Her lyrics supply a wonderful foil to The Black Keys’ most recent outing, Turn Blue, which ended on the conclusion that “all the good women are gone.” Damn right, Del Rey seems to sneer. Inside the album’s big, vintage swing, she sings herself into places that Born to Die, with its pop veneer, couldn’t touch. Died of love, or died of him? Is there a difference?Īided by the production talent of The Black Keys’ Dan Auerbach, Ultraviolence presents an endlessly fascinating cornucopia of dysfunction. “I could have died right then ’cause he was right beside me,” she sings, her voice multi-tracked over itself. She hears violins and violence in the same word.

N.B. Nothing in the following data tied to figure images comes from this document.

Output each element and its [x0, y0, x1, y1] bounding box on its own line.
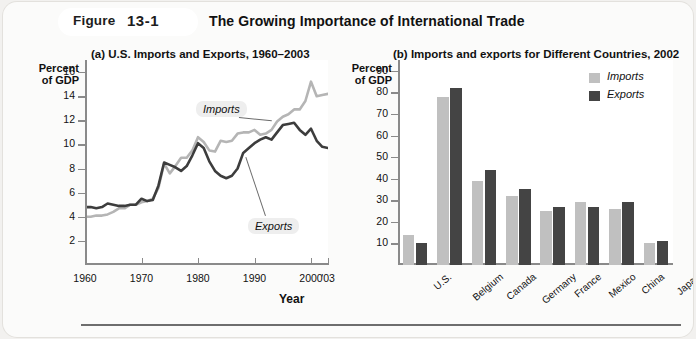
panel-a-plot-area [85, 60, 328, 265]
panel-b-category-label: U.S. [432, 271, 454, 292]
panel-b-bar-china-imports [609, 209, 621, 265]
panel-b-category-label: Canada [504, 271, 538, 302]
panel-b-y-tick-label: 60 [362, 129, 388, 141]
panel-b-bar-belgium-imports [437, 97, 449, 265]
panel-b-bar-canada-exports [485, 170, 497, 265]
panel-b-bar-japan-exports [657, 241, 669, 265]
panel-b-y-tick [391, 243, 398, 244]
panel-b-y-tick-label: 10 [362, 236, 388, 248]
figure-title: The Growing Importance of International … [209, 13, 525, 29]
panel-a-x-tick [328, 258, 329, 265]
panel-a-x-tick [85, 258, 86, 265]
panel-a-y-tick-label: 10 [49, 137, 75, 149]
panel-b-bar-us-exports [416, 243, 428, 265]
legend-swatch-exports [589, 91, 600, 101]
panel-b-bar-mexico-imports [575, 202, 587, 265]
panel-b-category-label: Japan [674, 271, 693, 297]
panel-a-y-tick [78, 217, 85, 218]
panel-b-bar-canada-imports [472, 181, 484, 265]
panel-b-bar-us-imports [403, 235, 415, 265]
panel-a-y-tick-label: 6 [49, 186, 75, 198]
panel-b-y-tick-label: 90 [362, 64, 388, 76]
panel-b-y-tick [391, 136, 398, 137]
legend-label-imports: Imports [607, 70, 644, 82]
panel-b-y-tick-label: 30 [362, 193, 388, 205]
panel-a-x-tick [311, 258, 312, 265]
figure-card: Figure 13-1 The Growing Importance of In… [3, 2, 693, 337]
panel-a-x-tick-label: 1990 [233, 272, 277, 284]
panel-b-y-tick [391, 92, 398, 93]
panel-a-y-tick [78, 96, 85, 97]
panel-a-x-tick-label: 1980 [176, 272, 220, 284]
panel-a-imports-callout: Imports [196, 101, 247, 117]
panel-b-category-label: Mexico [606, 271, 637, 300]
panel-a-y-tick [78, 144, 85, 145]
bottom-divider [81, 324, 681, 326]
panel-a-x-axis-label: Year [279, 292, 304, 306]
panel-b-bar-france-imports [540, 211, 552, 265]
panel-a-x-tick [198, 258, 199, 265]
panel-b-y-tick [391, 71, 398, 72]
panel-b-y-caption-line2: of GDP [355, 74, 392, 86]
panel-a-x-tick-label: 1960 [63, 272, 107, 284]
panel-b-y-axis [398, 60, 400, 265]
panel-a-y-tick [78, 169, 85, 170]
panel-b-bar-china-exports [622, 202, 634, 265]
panel-b-y-tick-label: 40 [362, 172, 388, 184]
panel-a-x-axis [85, 263, 328, 265]
panel-a-y-tick-label: 16 [49, 65, 75, 77]
panel-b-y-tick [391, 222, 398, 223]
panel-b-category-label: Germany [540, 271, 579, 306]
panel-a-x-tick-label: 1970 [120, 272, 164, 284]
panel-a-y-tick [78, 72, 85, 73]
panel-a-line-chart [85, 60, 328, 265]
panel-b-y-tick-label: 50 [362, 150, 388, 162]
panel-a-series-exports [85, 123, 328, 209]
panel-b-y-tick-label: 20 [362, 215, 388, 227]
panel-b-category-label: France [572, 271, 603, 299]
panel-b-bar-germany-imports [506, 196, 518, 265]
panel-b-bar-france-exports [553, 207, 565, 265]
panel-a-y-tick [78, 120, 85, 121]
panel-a-title: (a) U.S. Imports and Exports, 1960–2003 [91, 48, 310, 60]
figure-number: 13-1 [127, 12, 159, 29]
panel-a-y-tick-label: 4 [49, 210, 75, 222]
panel-a-y-tick [78, 241, 85, 242]
panel-b-category-label: Belgium [470, 271, 505, 303]
panel-b-y-tick [391, 114, 398, 115]
panel-b-bar-germany-exports [519, 189, 531, 265]
panel-a-y-tick-label: 8 [49, 162, 75, 174]
panel-a-y-axis [85, 60, 87, 265]
panel-a-x-tick [142, 258, 143, 265]
panel-a-x-tick [255, 258, 256, 265]
panel-b-y-tick [391, 179, 398, 180]
figure-header: Figure 13-1 The Growing Importance of In… [3, 8, 693, 38]
panel-a-y-tick-label: 2 [49, 234, 75, 246]
panel-a-exports-callout: Exports [248, 218, 299, 234]
panel-a-y-tick-label: 12 [49, 113, 75, 125]
panel-a-x-tick-label: '03 [306, 272, 350, 284]
panel-b-y-tick-label: 80 [362, 85, 388, 97]
figure-label: Figure [73, 13, 115, 28]
legend-label-exports: Exports [607, 88, 644, 100]
panel-a-y-tick [78, 193, 85, 194]
panel-b-bar-mexico-exports [588, 207, 600, 265]
panel-a-y-tick-label: 14 [49, 89, 75, 101]
legend-swatch-imports [589, 73, 600, 83]
panel-b-bar-belgium-exports [450, 88, 462, 265]
panel-b-y-tick [391, 200, 398, 201]
panel-b-bar-japan-imports [644, 243, 656, 265]
panel-b-title: (b) Imports and exports for Different Co… [393, 48, 679, 60]
panel-b-y-tick-label: 70 [362, 107, 388, 119]
panel-b-y-tick [391, 157, 398, 158]
panel-b-category-label: China [640, 271, 667, 296]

hit and run lana del rey album hit and run lana del rey album

She hears sirens, either the kind that signify emergency or the kind that lure you to be dashed against the shore. Del Rey sings about a man who nicknames her “poison” and “deadly nightshade,” then hits her in a way that makes her suspect it’s a sign of true love. She repeats the title of “He Hit Me (And It Felt Like a Kiss)”, a song written in 1962 by Gerry Goffin and Carole King, recorded by The Crystals and Phil Spector, and later disowned by King. On the title song, she sings from the throes of a physically abusive relationship. Lana Del Rey appears at her most complicated on her second album, Ultraviolence.